The penultimate lecture in the LUCAS Autumn Term seminar series will be delivered by Dr Ini Dele Adedeji from the SOAS. Dr Dele-Adedeji will be presenting his paper: "Known unknowns and unknown unknowns: Perception, reality and disputation in the field of study on Boko Haram".

Abstract

Compared to other movements bearing similar characteristics, the field of study on the Boko Haram sect can be described as a fledgling one. Put differently, the nascence of the subject itself (Boko Haram) can be argued to be largely responsible for the tranche of scholarship it has birthed in terms of structures, analytical thrusts, methodological approaches, and also the quantity of material produced so far. Of pertinence to the crux of this paper is the motif of discursive disputation within the literature on Boko Haram. On one hand, where the sect’s insurgency is concerned, Boko Haram has optimised the use of audio-visual modes (e.g. video recordings of its hostages, making threats, and of sermons) since its inception to project varying ideas. On the other hand, this hyper-visibility can be argued to be a controlled one, due to the relatively limited access of non-members to territories occupied by Boko Haram fighters, the insular ideology of the sect’s membership, and the overall difficulty of conducting fieldwork in northeast Nigeria and its neighbouring regions.
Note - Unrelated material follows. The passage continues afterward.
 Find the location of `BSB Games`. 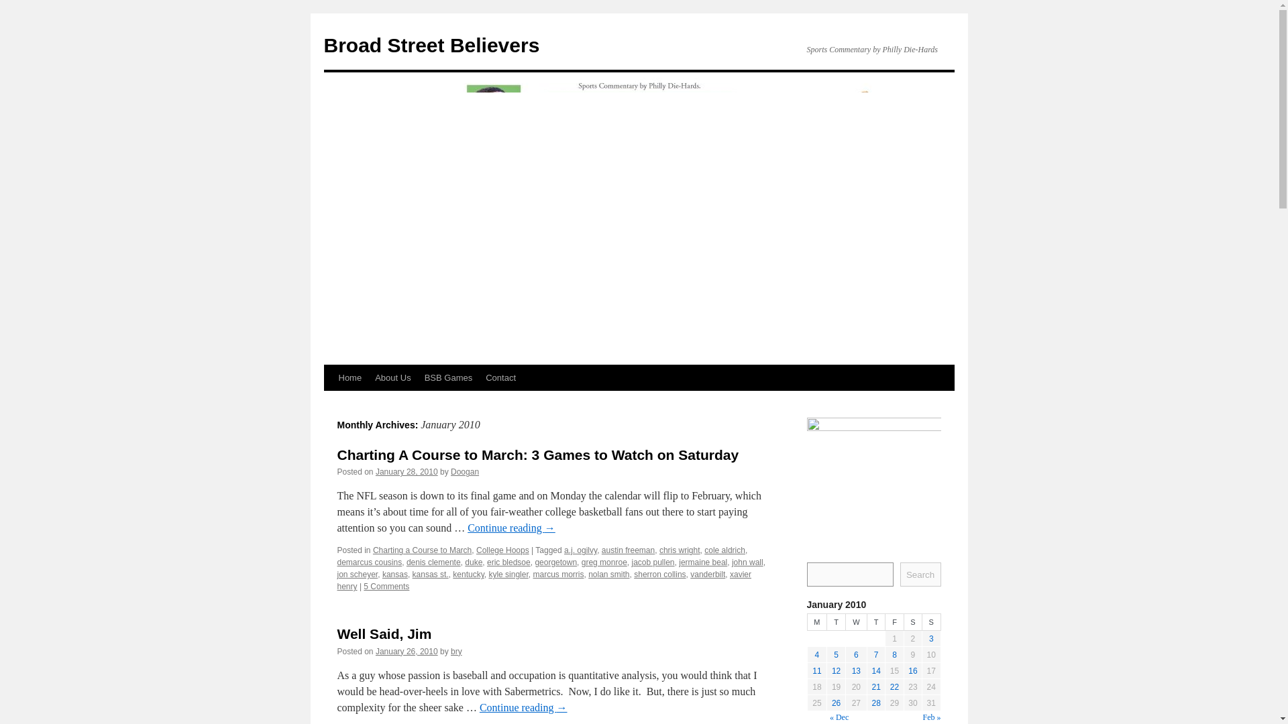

Within the tendencies in the literature on Boko Haram, schisms have developed in relation to what can be considered factual or reliable data and what is not, where the sect is concerned. The consequence of this divergence of views has been the recent production of discursive and counter-discursive scholarship centred around the question of what Boko Haram is and what it is not. This paper delves into the ongoing debate by critically exploring the academic and non-academic literature on Boko Haram with the aim of teasing out the different approaches adopted towards perceiving and analysing the sect. Relying on a combination of ethnographic fieldwork observations and a critical deconstruction of selected scholarship across the spectrum on Boko Haram, this paper argues that the disputations within the literature on the sect is indicative of the predominance of knowledge gaps in this area of study. Consequently, the normalisation of these gaps, aided by the lack of ‘’proximity’’ to access on Boko Haram-related data, has been instrumental in shaping popular perceptions of the sect as reality.